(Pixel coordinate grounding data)
___

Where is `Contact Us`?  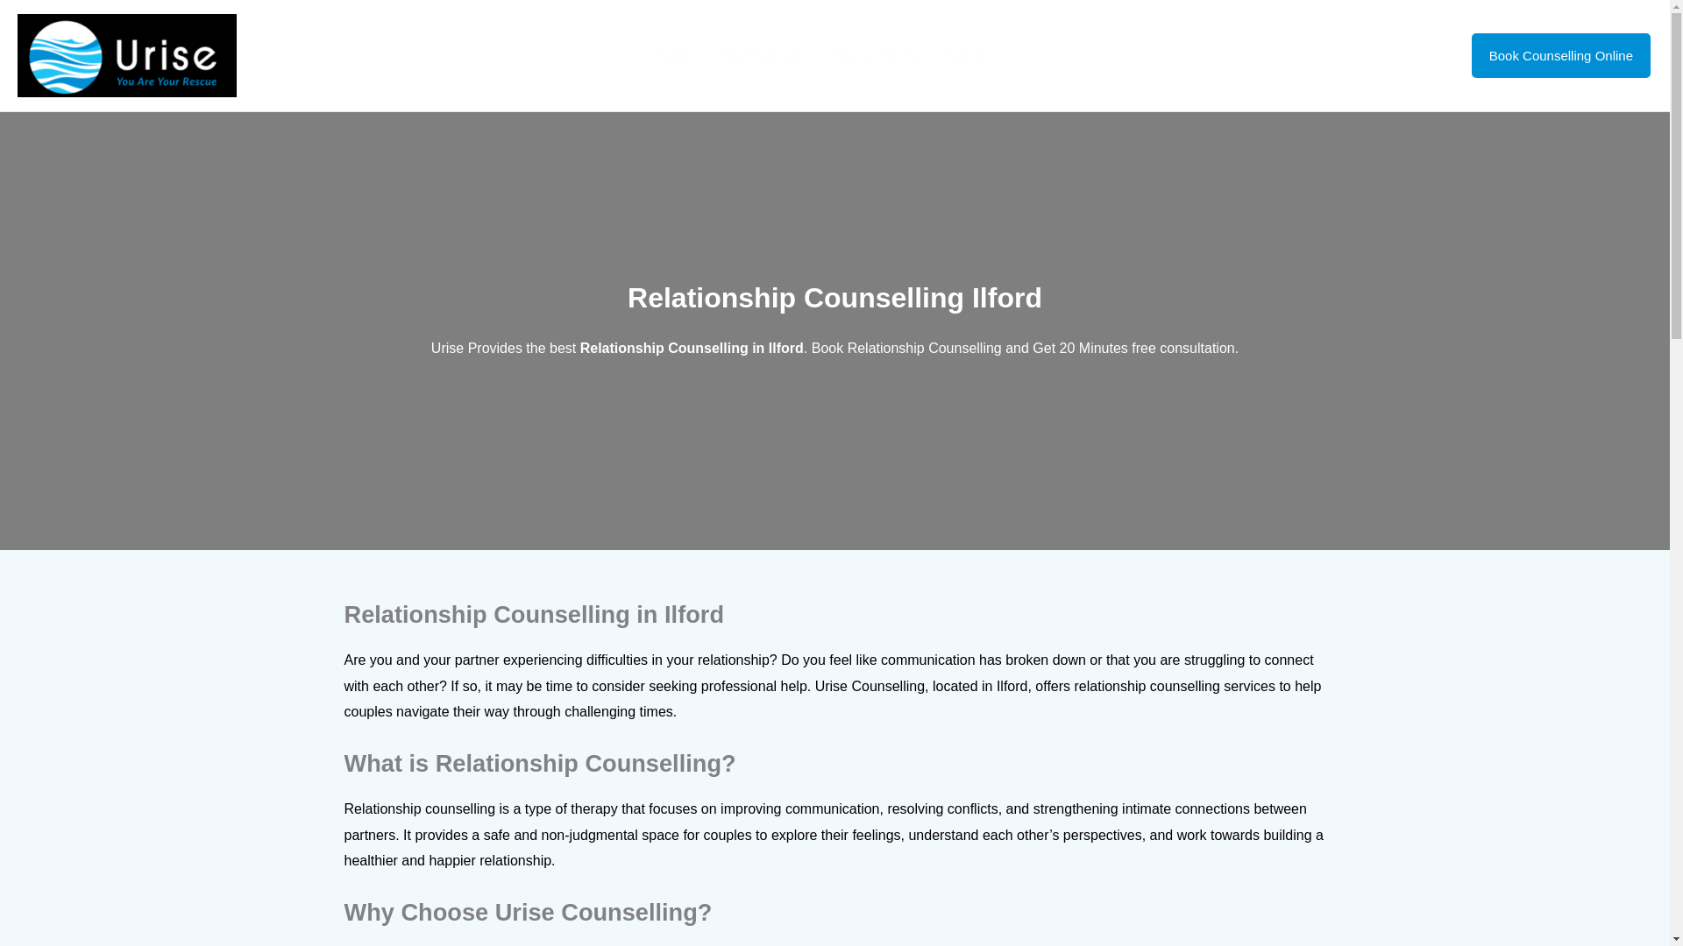 Contact Us is located at coordinates (979, 55).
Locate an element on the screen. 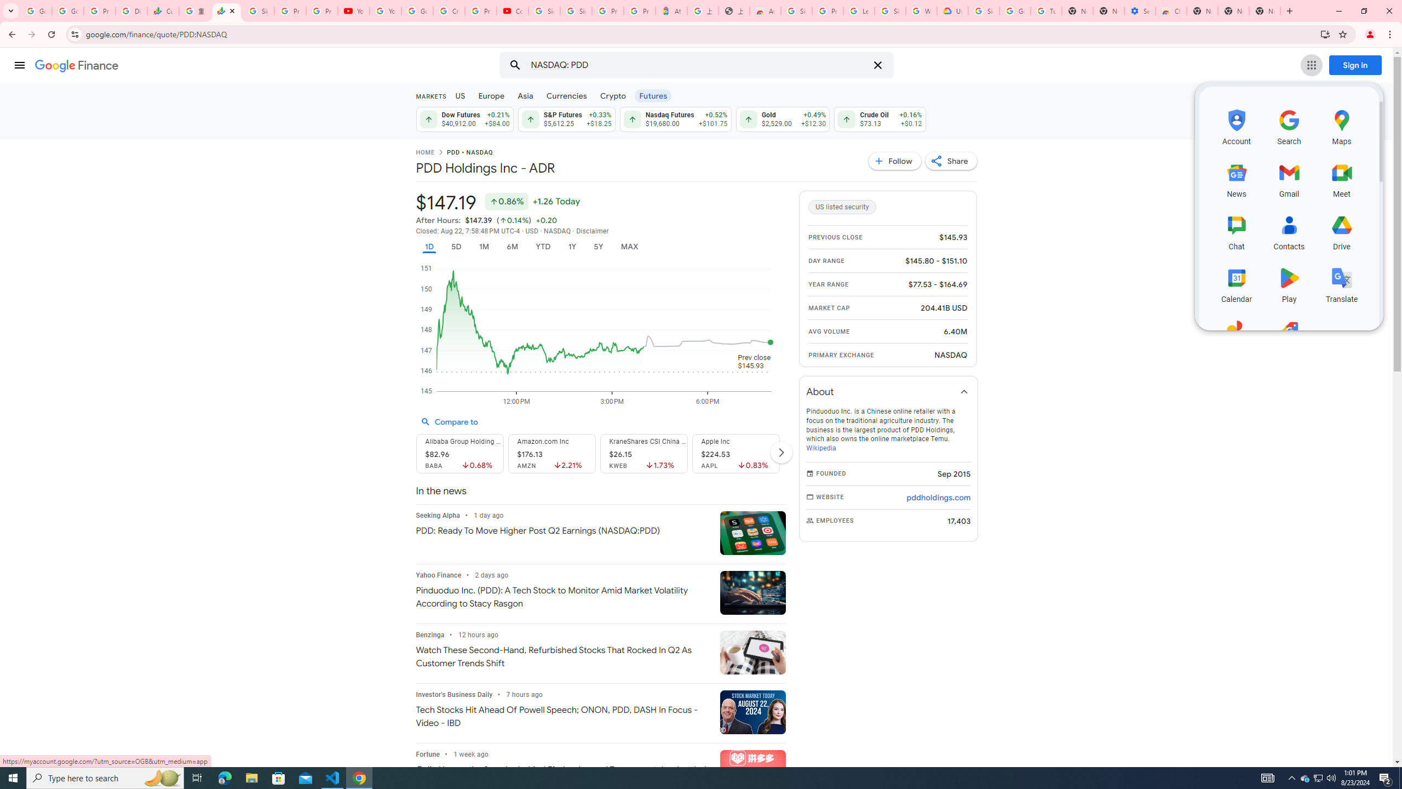  6M is located at coordinates (512, 246).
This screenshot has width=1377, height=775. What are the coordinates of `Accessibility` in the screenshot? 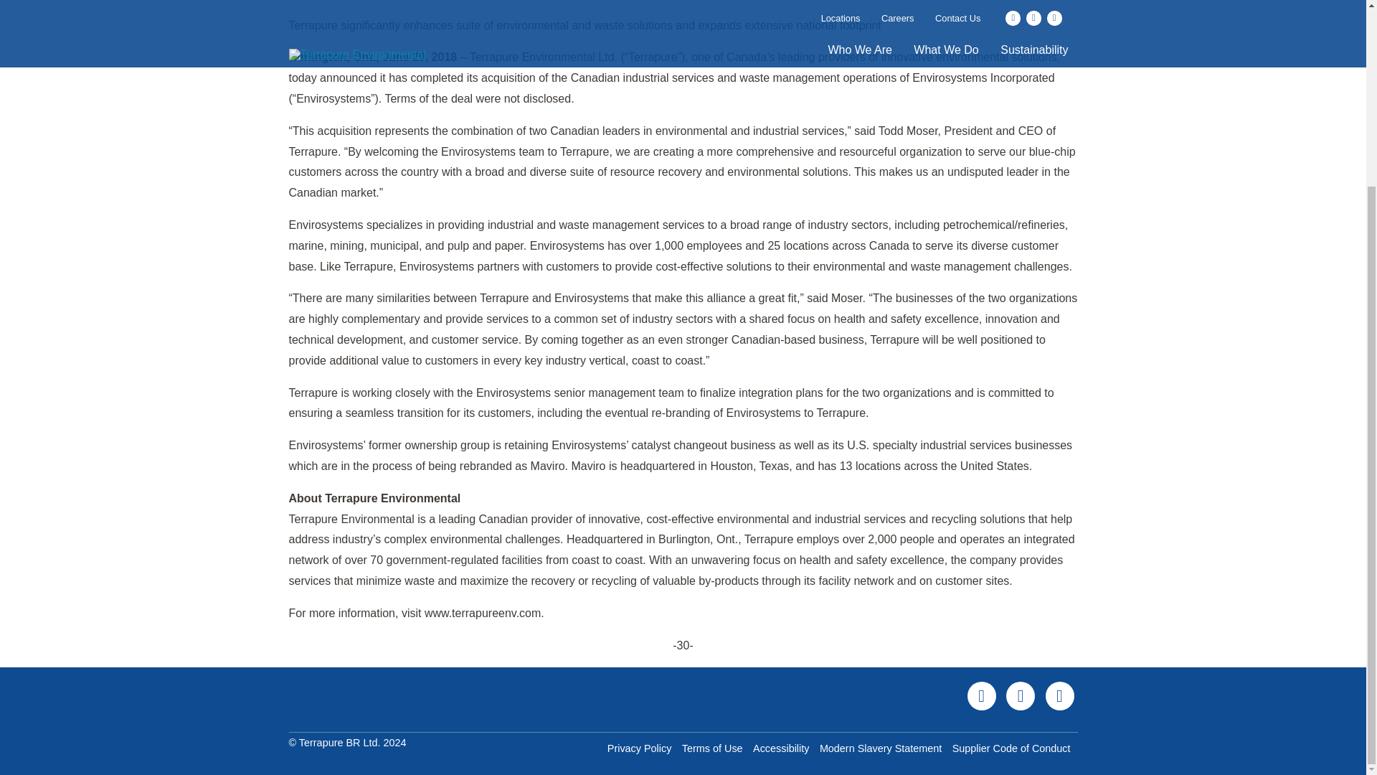 It's located at (785, 748).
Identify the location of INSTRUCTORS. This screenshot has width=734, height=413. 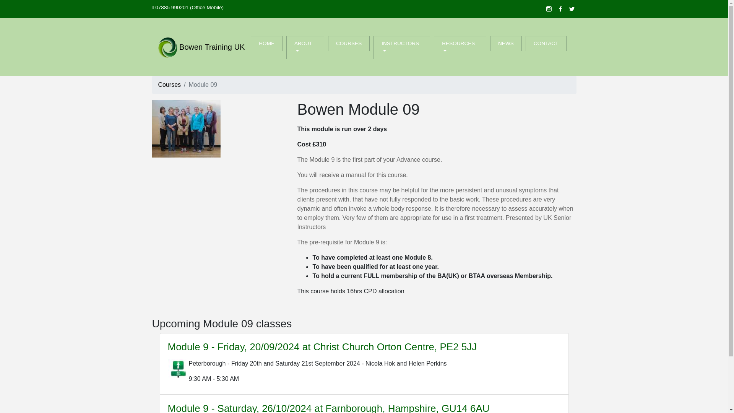
(402, 47).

___

Brief ::
Repeat exactly the lines from the one holding "Identify the location" through the last line of the entries, both included; the pictures do not belong in the copy.

Response to this exercise ::
Identify the location of INSTRUCTORS. This screenshot has width=734, height=413. 
(402, 47).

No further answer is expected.